Over the past few days have been the goodbyes.
I started with a trip to Texas, where we helped my Granddad move stuff and prepare to move. During this time I said goodbye to my Uncle Mike, my Granddad, and his wife. The next day we got up and said goodbye to my Aunt Ann. And that was the goodbyes for my dad’s side of the family. I only teared up when I said goodbye to my Granddad.
Then we made a drive that I had not made in many years. It was to my Gram-Gram, but the way that we went was from Texas which I had not driven it myself and also we had not been that route since we had moved to Missouri. We drove through the Arbuckle mountains, which in my childhood meant we were almost to gram-gram’s. What a beautiful site they are, mostly cause of what they mean to me. At gram-gram’s I had lunch and spent some time with her and my Aunt Dottie her sister. Then we said goodbye and headed back to Monett.

This whole journey was reminiscing on my child hood from the drive to Texas that we made countless times when we moved to Missouri, to the drive to Gram-Gram’s all the things that we a big part of my childhood.
But now I’m about to get on the road to Chicago and to the next part of my life. A friend of mine and a man that I look up to once told me a story more like a parable about life. It goes something like this, A young man lived in a house that had a nice white picket fence that surrounded the front yard of the house. He was happy in this house and the yard. Then he looked and saw another house down the street with a bigger and better yard, he decided to move to that yard but it was bigger more to mow and flowerbeds to take care of. And he realized that he didn’t want to take care of it all. And wanted to go back to the other house that was less responsibility.
What I have always gotten from this is that as we grow in life while we might want to go back to less responsibility and less responsibility we can’t go back once we leave the fence for the next one there is no going back to that same yard.

So hear I sit and I’m leaving the biggest yard I have left yet. I will not come back from this journey the same man, but a much different man. That may want a even bigger yard. I also have be seeing that God and I keep moving yards too. We keep stepping up our relationship and it is flourishing more than ever.
With all this I choose the new Yard, more responsibility, More, More, More. I told God at training camp I wanted More. Well Here I am leaving the Yard for that More.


= WORK TASK =
An exact repeat is needed of the lines from the one with "What do you" through the last line of the data below. Please omit the pictures.

= Collected data entries =
■ ■ ■ ■

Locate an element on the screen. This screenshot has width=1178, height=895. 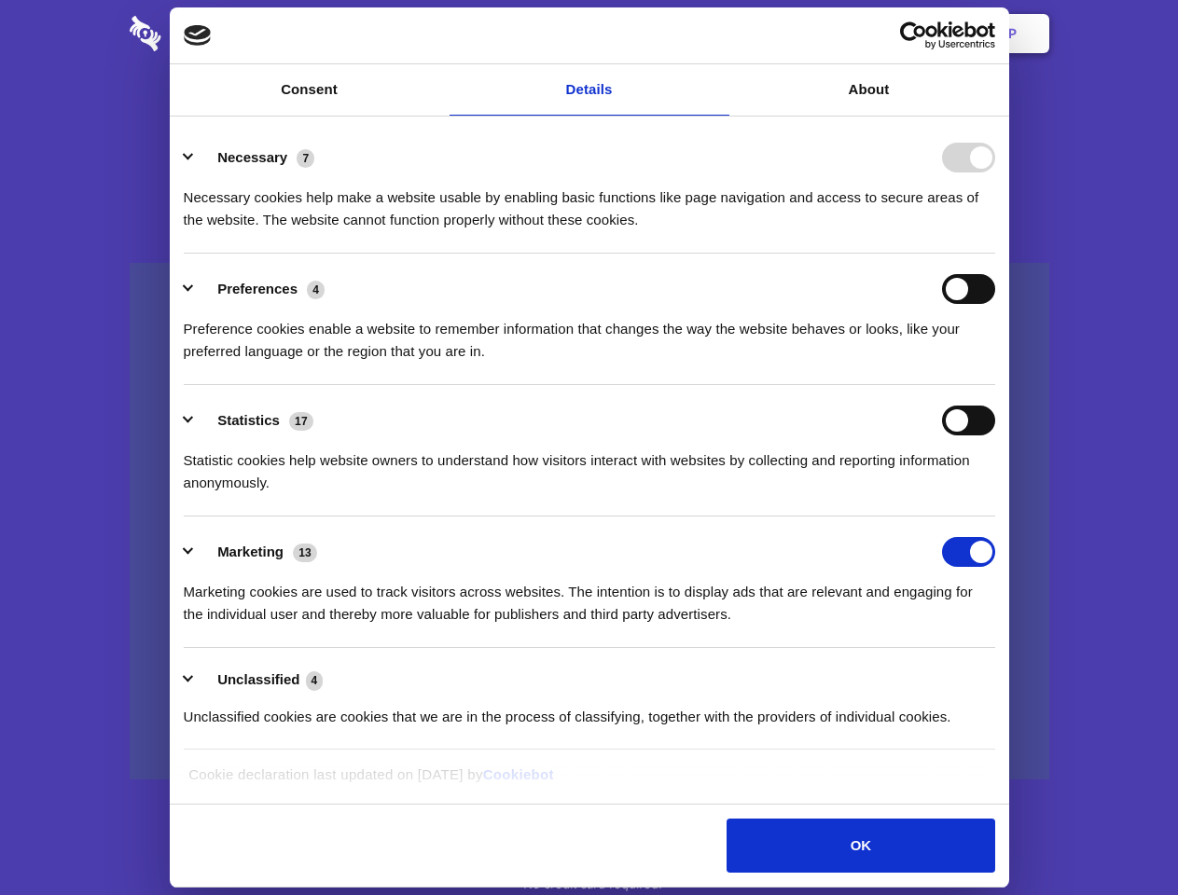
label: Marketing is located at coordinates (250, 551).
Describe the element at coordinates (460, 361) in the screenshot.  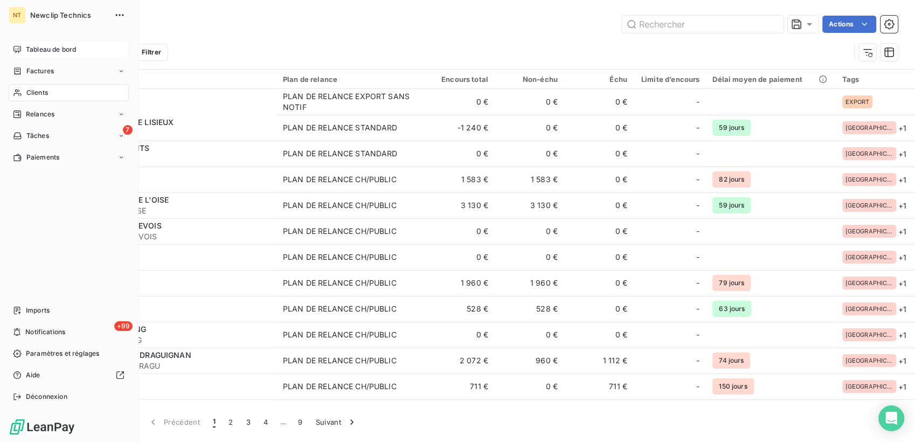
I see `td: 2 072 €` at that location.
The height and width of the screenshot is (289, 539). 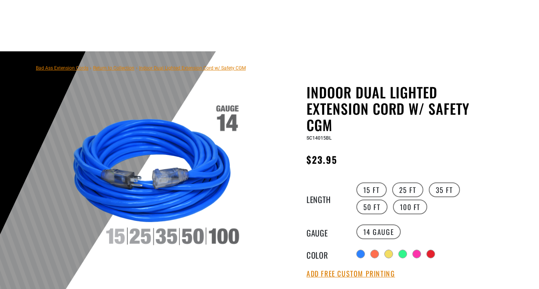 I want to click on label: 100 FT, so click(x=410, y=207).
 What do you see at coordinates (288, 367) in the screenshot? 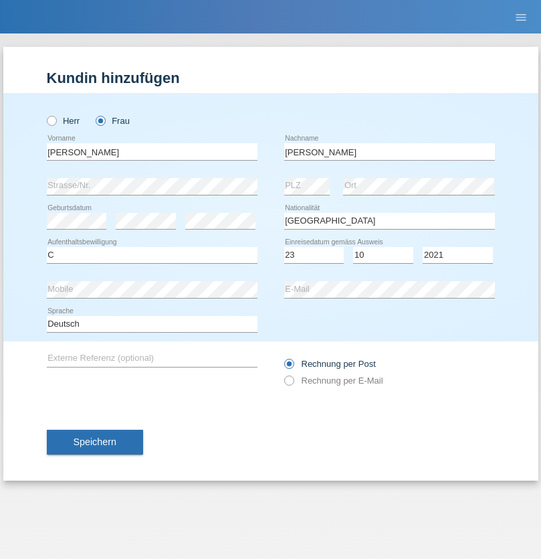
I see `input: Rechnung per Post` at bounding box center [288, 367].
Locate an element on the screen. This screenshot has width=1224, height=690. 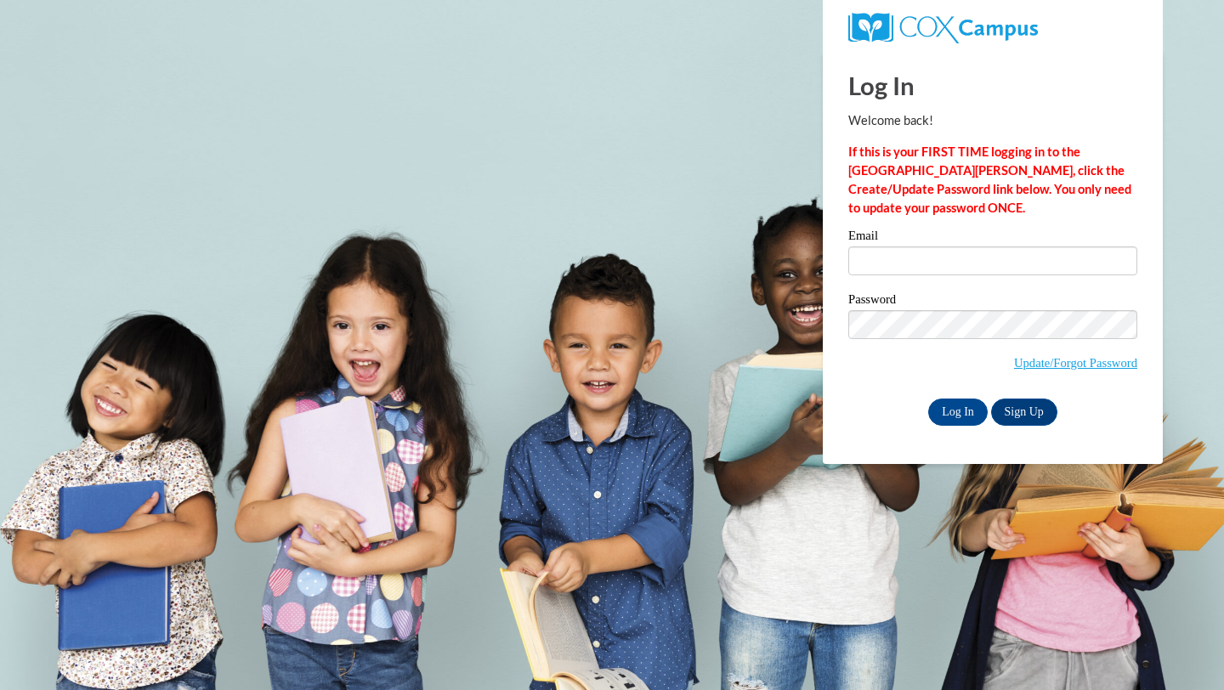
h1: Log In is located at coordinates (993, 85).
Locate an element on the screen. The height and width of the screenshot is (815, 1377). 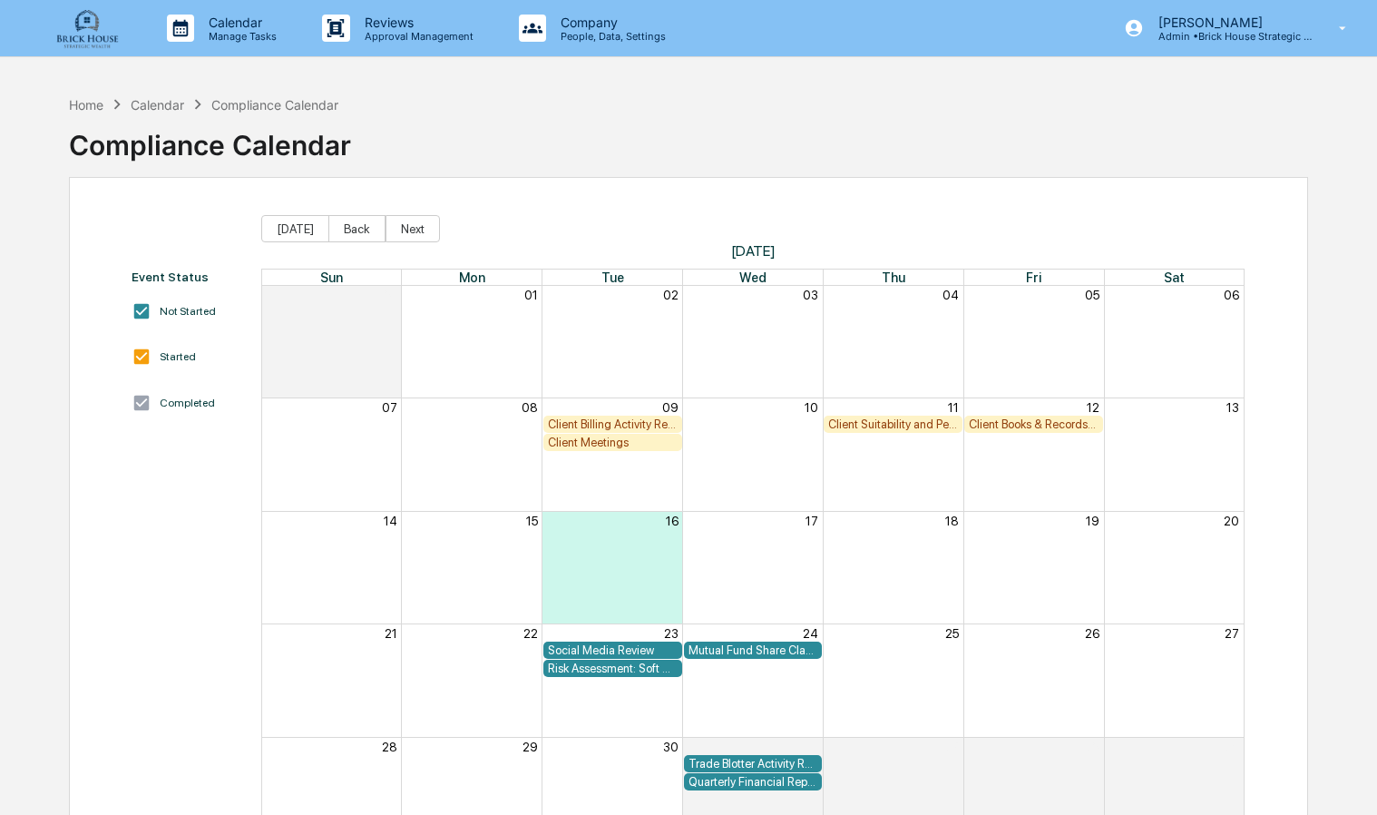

■ ■ ■ ■

= SOLUTION FOR THIS TASK =
 What do you see at coordinates (288, 367) in the screenshot? 
I see `input: Rechnung per Post` at bounding box center [288, 367].
Locate an element on the screen. This screenshot has width=1224, height=690. 
h1: Log In is located at coordinates (993, 85).
Locate an element on the screen. The height and width of the screenshot is (815, 1377). 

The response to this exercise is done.